Fast-fashion Nightmare For Bangladeshi Clothes Makers
One day Parvin was toiling to meet the fast-fashion demands of European capitals, the next she was among hundreds of thousands of Bangladeshi clothes workers made instantly jobless as the coronavirus pandemic struck.
Big-name international brands have cancelled billions of dollars in orders because of the pandemic, decimating Bangladesh's most important export industry and hurting in particular rural woman who dominate the workforce.
Parvin, a 28-year-old seamstress, joined thousands of workers queueing to collect final wages from tables of banknotes set up at the Al Muslim factory, one of the biggest in the country that supplies some of the world's most famous labels.
The workers waited in long lines, each one metre apart in a bid to keep up social distancing, and the anxiety built as the towers of bank notes went down.
"We don't know when it will reopen," said Parvin, who collected her salary for March just before the giant complex closed its doors.
She has no other means to support her family going forward, and described her situation as a "catastrophe".
"Many factories have already closed. My husband is jobless."
Making the shirts, pullovers, bras and socks for stores in wealther nations is the foundation of Bangladesh's impoverished economy.
It accounts for 80 percent of the South Asian nation's $40 billion of annual exports and has played a vital role in its growth of the past two decades.
More than four million people, mainly women from poor rural villages, are employed in the sector.
But the industry has a reputation for running sweatshops, with workers toiling in unsafe factories without labour protections or a social safety net.
The 2013 Rana Plaza diaster, when the collapse of the garment complex claimed the lives of 1,130 lives, exposed appalling safety conditions in Bangladeshi factories.
Now, with international brands walking away and a government lockdown stopped people in Bangladesh travelling, laid-off workers are complaining of being dumped without any help.
Thousands of workers -- some of whom had earnt just $100 a month -- have staged multiple demonstrations over the past week complaining that factories have not paid them.
"Many of us don't have food at home now. We can't even ask for handouts on the streets because those poorer than us would mock us as we have jobs," said sewing machine operator Didarul Islam.
"What do we do? Die of hunger?" added the 38-year-old father of two.
International brands have cancelled or held up orders worth $3.11 billion, affecting more than two million workers, according to the Bangladesh Garment Manufacturers and Exporters Association.
"The situation is apocalyptic," said Asif Ibrahim, a factory owner and a BGMEA director.
The Bangladesh group and counterparts in China, Vietnam, Pakistan, Cambodia and Myanmar, have pleaded with the high street majors not to cancel orders.
"It is time for global businesses to uphold and honour their commitment to labour rights, social responsibility and sustainable supply chains," said a joint statement.
Sone of the big firms, including H&M and Inditex, which runs the Zara chain, responded by vowing not to cancel existing orders. Others have sought discounts, according to the BGMEA.
There were no promises for the future though.
H&M chief executive Helena Helmersson said that purchasing was a key area where "forceful measures" have been taken because of the pandemic.
But the situation is already dire at Ashulia, home to 600 factories where workers live in rows of concrete slums near the plants.
Rubel Ahmed, the owner of a factory employing 250 people making apparel for Spanish retailers such as SDV, Ritchi and Vamutex, said he had lost more than 50 percent of his business.
Ahmed, chain smoking as he watched the empty machines in his factory, said the pandemic was "one hundred times" worse than the 2013 Rana Plaza disaster.
"Those who have smaller factories like me will be destroyed," he said.
Activist groups say action must be taken to make sure wages hold up when work starts again.
"People will remember when this crisis is over which brands stepped up to protect their workers and employees and which did not," said Dominique Muller of Labour Behind the Label, a British group on workers' rights in the clothing industry.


WHAT YOU WILL DO: Though the records contain pictures, copy none of them; repeat exactly the lines from the one with "Localize all elements." to the end.

DATA EXCERPTS:

%%

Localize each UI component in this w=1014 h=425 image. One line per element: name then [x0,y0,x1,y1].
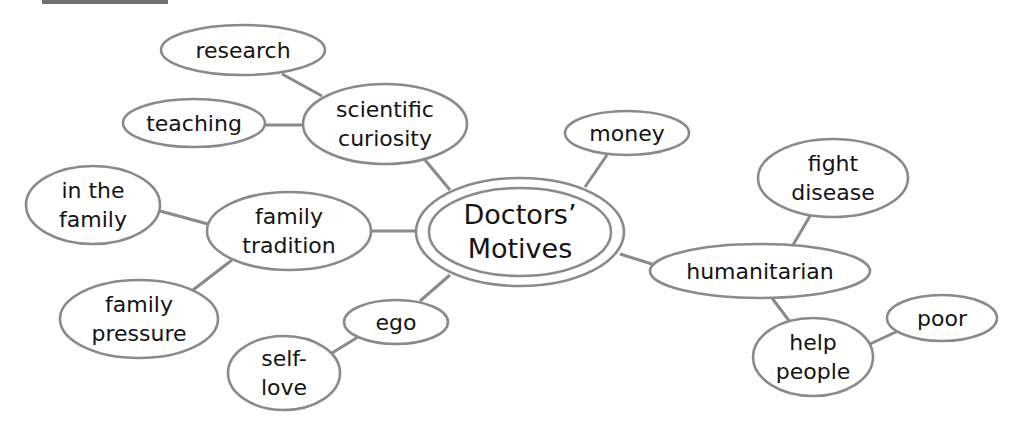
node-label: help [789,330,837,355]
node-label: research [195,38,290,63]
node-label: in the [61,178,124,203]
node-label: teaching [146,111,242,136]
node-help-people[interactable]: helppeople [753,318,873,396]
mind-map: researchteachingscientificcuriosityin th… [0,0,1014,425]
node-label: family [255,204,323,229]
edge-center-humanitarian [620,254,652,264]
node-fight-disease[interactable]: fightdisease [758,139,908,217]
center-node-doctors-motives[interactable]: Doctors’Motives [416,178,624,286]
node-label: people [776,359,851,384]
node-label: disease [791,180,875,205]
node-label: family [105,292,173,317]
node-label: love [261,375,307,400]
node-label: money [589,121,664,146]
node-research[interactable]: research [161,25,325,75]
node-family-tradition[interactable]: familytradition [207,192,371,270]
node-label: pressure [91,321,186,346]
node-poor[interactable]: poor [887,295,997,341]
node-scientific-curiosity[interactable]: scientificcuriosity [303,84,467,164]
edge-ego-self-love [332,337,358,353]
node-ego[interactable]: ego [344,300,448,344]
node-humanitarian[interactable]: humanitarian [650,244,870,298]
node-family-pressure[interactable]: familypressure [60,280,218,358]
node-label: humanitarian [686,259,834,284]
edge-scientific-curiosity-center [425,160,450,190]
node-label: scientific [336,97,434,122]
node-label: poor [917,306,968,331]
edge-help-people-poor [870,331,898,344]
edge-humanitarian-fight-disease [793,216,810,245]
node-label: family [59,207,127,232]
edge-center-ego [420,275,450,301]
edge-center-money [585,155,607,187]
node-label: Doctors’ [463,199,576,230]
node-label: ego [376,310,417,335]
edge-in-the-family-family-tradition [160,211,208,224]
node-label: tradition [242,233,335,258]
node-label: Motives [468,233,573,264]
node-money[interactable]: money [565,111,689,155]
node-label: self- [261,346,307,371]
edge-humanitarian-help-people [772,298,790,322]
edge-family-tradition-family-pressure [193,260,232,290]
edge-research-scientific-curiosity [282,74,322,96]
node-label: fight [808,151,859,176]
node-in-the-family[interactable]: in thefamily [26,166,160,244]
node-self-love[interactable]: self-love [228,336,340,410]
node-ellipse [303,84,467,164]
node-teaching[interactable]: teaching [123,99,265,147]
node-label: curiosity [338,126,432,151]
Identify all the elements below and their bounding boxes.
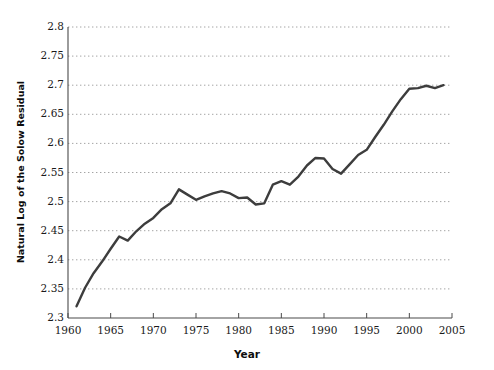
x-tick-label: 1980: [215, 325, 263, 336]
y-tick-label: 2.55: [20, 167, 64, 178]
y-tick-label: 2.6: [20, 137, 64, 148]
y-tick-label: 2.45: [20, 225, 64, 236]
y-tick-label: 2.4: [20, 254, 64, 265]
x-tick-label: 1965: [87, 325, 135, 336]
gridline-group: [68, 27, 452, 289]
x-tick-label: 1995: [343, 325, 391, 336]
x-tick-label: 1970: [129, 325, 177, 336]
x-tick-label: 1960: [44, 325, 92, 336]
x-tick-label: 1985: [257, 325, 305, 336]
y-tick-label: 2.5: [20, 196, 64, 207]
x-tick-label: 2005: [428, 325, 476, 336]
y-tick-label: 2.65: [20, 108, 64, 119]
x-tick-label: 1990: [300, 325, 348, 336]
solow-residual-line: [77, 85, 444, 306]
y-tick-label: 2.7: [20, 79, 64, 90]
solow-residual-line-chart: Natural Log of the Solow Residual 2.32.3…: [0, 0, 494, 370]
chart-canvas: Natural Log of the Solow Residual: [0, 0, 494, 370]
y-tick-label: 2.3: [20, 312, 64, 323]
x-tick-group: [68, 313, 452, 318]
data-series-group: [77, 85, 444, 306]
y-tick-label: 2.35: [20, 283, 64, 294]
x-axis-title: Year: [0, 348, 494, 360]
y-tick-label: 2.8: [20, 21, 64, 32]
x-tick-label: 1975: [172, 325, 220, 336]
x-tick-label: 2000: [385, 325, 433, 336]
y-tick-label: 2.75: [20, 50, 64, 61]
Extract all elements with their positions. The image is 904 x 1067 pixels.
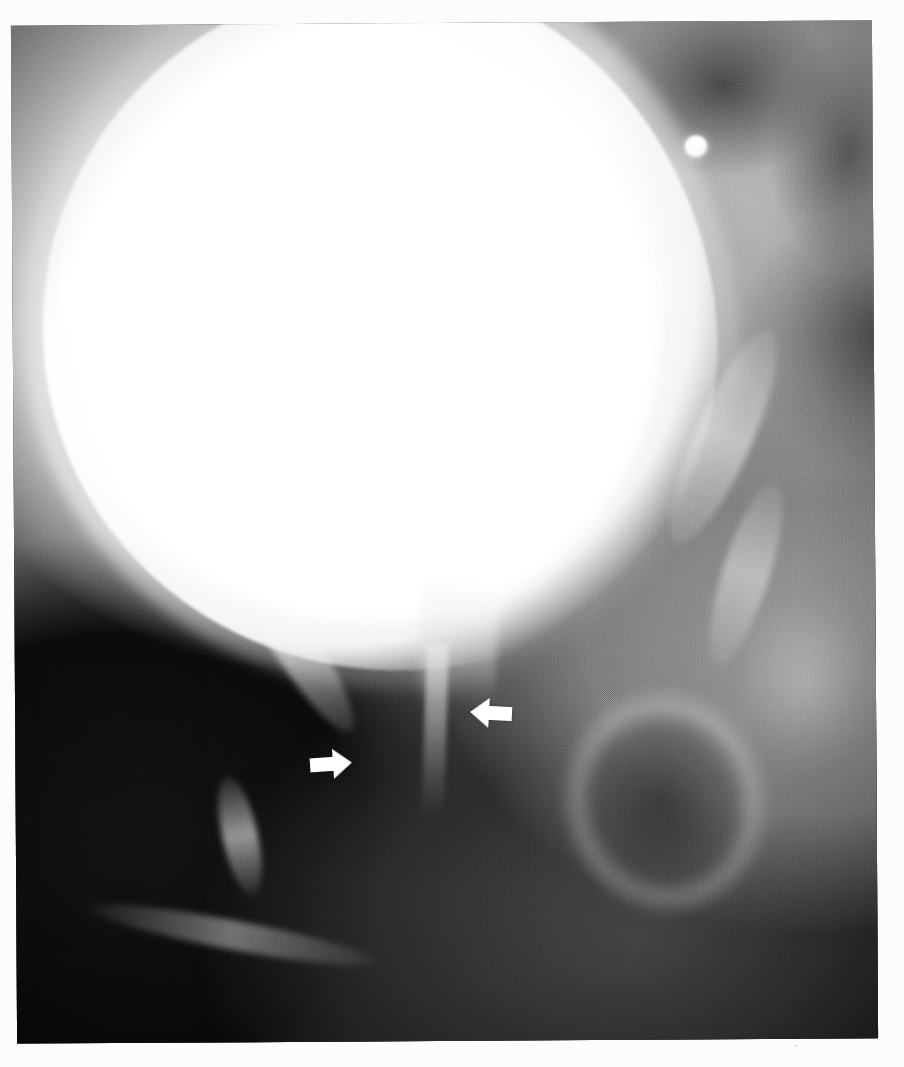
calcification-opacity [685,135,708,158]
radiograph-image [11,20,878,1043]
arrow-right-icon [307,745,355,782]
page-background [0,0,904,1067]
arrow-left-icon [467,695,515,731]
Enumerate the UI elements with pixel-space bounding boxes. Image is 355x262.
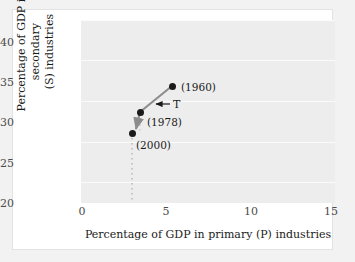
annotation-label-t: T [173,99,180,110]
chart-vector-overlay [0,0,355,262]
data-point-label-2000: (2000) [136,140,171,151]
chart-plot-frame: 40 35 30 25 20 0 5 10 15 Percentage of G… [0,0,355,262]
data-point-1978 [137,109,144,116]
data-point-1960 [169,83,176,90]
data-point-label-1978: (1978) [147,117,182,128]
data-point-label-1960: (1960) [181,82,216,93]
data-point-2000 [129,130,136,137]
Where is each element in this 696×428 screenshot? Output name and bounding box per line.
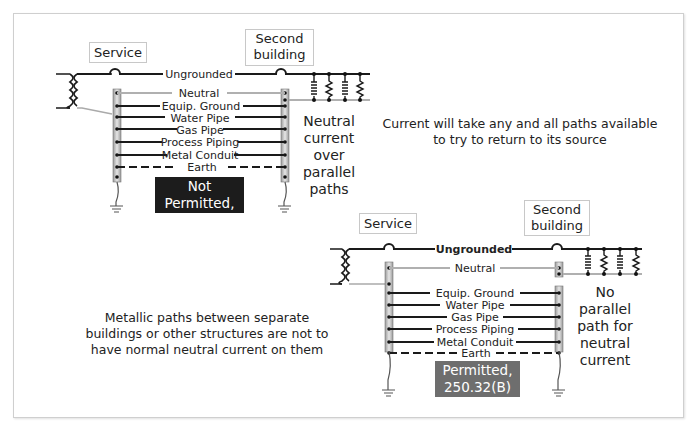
load-coils-icon	[311, 74, 363, 100]
permitted-badge: Permitted, 250.32(B)(1)	[435, 361, 520, 397]
second-building-label: Second building	[524, 200, 590, 236]
transformer-icon	[330, 249, 349, 284]
neutral-current-note: Neutral current over parallel paths	[294, 113, 364, 198]
label-ungrounded: Ungrounded	[165, 68, 233, 81]
label-earth: Earth	[187, 161, 217, 174]
label-earth: Earth	[461, 347, 491, 360]
label-neutral: Neutral	[179, 87, 220, 100]
transformer-icon	[56, 74, 112, 108]
service-label: Service	[89, 42, 147, 63]
not-permitted-badge: Not Permitted, 250.32(B)(1)	[155, 177, 244, 213]
service-label: Service	[359, 213, 417, 234]
metallic-paths-note: Metallic paths between separate building…	[82, 310, 332, 358]
label-neutral: Neutral	[455, 262, 496, 275]
load-coils-icon	[585, 249, 639, 274]
service-bus-bar	[385, 262, 393, 352]
label-process-piping: Process Piping	[436, 323, 515, 336]
second-building-label: Second building	[245, 29, 314, 66]
label-ungrounded: Ungrounded	[436, 243, 513, 256]
paths-note: Current will take any and all paths avai…	[380, 116, 660, 148]
label-process-piping: Process Piping	[161, 136, 240, 149]
no-parallel-path-note: No parallel path for neutral current	[570, 284, 640, 369]
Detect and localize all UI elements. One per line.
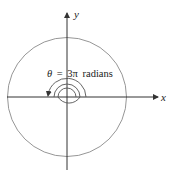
y-axis-label: y <box>73 8 79 20</box>
theta-annotation: θ = 3π radians <box>47 68 113 79</box>
angle-unit: radians <box>83 68 113 79</box>
equals-sign: = <box>57 68 63 79</box>
angle-diagram: y x θ = 3π radians <box>0 0 174 176</box>
angle-value: 3π <box>67 68 78 79</box>
x-axis-label: x <box>160 91 166 103</box>
theta-symbol: θ <box>47 68 52 79</box>
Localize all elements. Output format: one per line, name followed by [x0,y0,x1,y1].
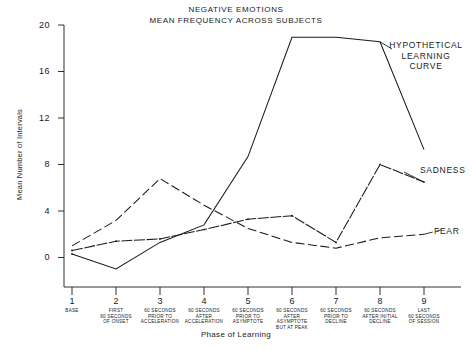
series-label-sadness: SADNESS [420,165,466,176]
series-label-hypothetical-line-2: LEARNING [382,51,470,62]
series-label-fear-text: FEAR [434,226,459,237]
series-label-hypothetical-learning-curve: HYPOTHETICAL LEARNING CURVE [382,40,470,72]
y-tick-marks [58,25,64,258]
series-label-hypothetical-line-1: HYPOTHETICAL [382,40,470,51]
x-tick-number-9: 9 [394,296,454,306]
series-line-sadness [72,165,424,251]
x-tick-desc-line: OF SESSION [392,319,456,325]
series-label-sadness-text: SADNESS [420,165,466,176]
series-label-fear: FEAR [434,226,459,237]
chart-container: NEGATIVE EMOTIONS MEAN FREQUENCY ACROSS … [0,0,472,350]
x-tick-desc-line: BUT AT PEAK [260,325,324,331]
x-tick-marks [72,287,424,295]
series-label-hypothetical-line-3: CURVE [382,61,470,72]
x-tick-desc-9: LAST60 SECONDSOF SESSION [392,308,456,325]
series-line-fear [72,179,424,249]
series-line-hypothetical-learning-curve [72,37,424,269]
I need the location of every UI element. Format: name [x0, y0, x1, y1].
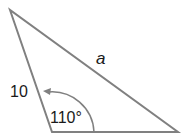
angle-label: 110°: [50, 110, 82, 126]
side-length-label: 10: [10, 84, 28, 100]
triangle-figure: [0, 0, 183, 138]
side-a-label: a: [96, 50, 105, 67]
triangle-diagram: a 10 110°: [0, 0, 183, 138]
arc-arrowhead-icon: [43, 88, 51, 95]
triangle-outline: [10, 10, 178, 132]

%%

YOUR RESPONSE:
Localize all elements. Output format: one per line, name followed by [x0,y0,x1,y1].
series-label-sadness: SADNESS [420,165,466,176]
series-label-hypothetical-line-2: LEARNING [382,51,470,62]
series-label-fear-text: FEAR [434,226,459,237]
series-label-hypothetical-learning-curve: HYPOTHETICAL LEARNING CURVE [382,40,470,72]
y-tick-marks [58,25,64,258]
series-label-hypothetical-line-1: HYPOTHETICAL [382,40,470,51]
x-tick-number-9: 9 [394,296,454,306]
series-line-sadness [72,165,424,251]
x-tick-desc-line: OF SESSION [392,319,456,325]
series-label-sadness-text: SADNESS [420,165,466,176]
series-label-fear: FEAR [434,226,459,237]
chart-container: NEGATIVE EMOTIONS MEAN FREQUENCY ACROSS … [0,0,472,350]
x-tick-desc-line: BUT AT PEAK [260,325,324,331]
x-tick-marks [72,287,424,295]
series-label-hypothetical-line-3: CURVE [382,61,470,72]
x-tick-desc-9: LAST60 SECONDSOF SESSION [392,308,456,325]
series-line-fear [72,179,424,249]
series-line-hypothetical-learning-curve [72,37,424,269]
I need the location of every UI element. Format: name [x0, y0, x1, y1].
angle-label: 110°: [50, 110, 82, 126]
side-length-label: 10: [10, 84, 28, 100]
triangle-figure: [0, 0, 183, 138]
side-a-label: a: [96, 50, 105, 67]
triangle-diagram: a 10 110°: [0, 0, 183, 138]
arc-arrowhead-icon: [43, 88, 51, 95]
triangle-outline: [10, 10, 178, 132]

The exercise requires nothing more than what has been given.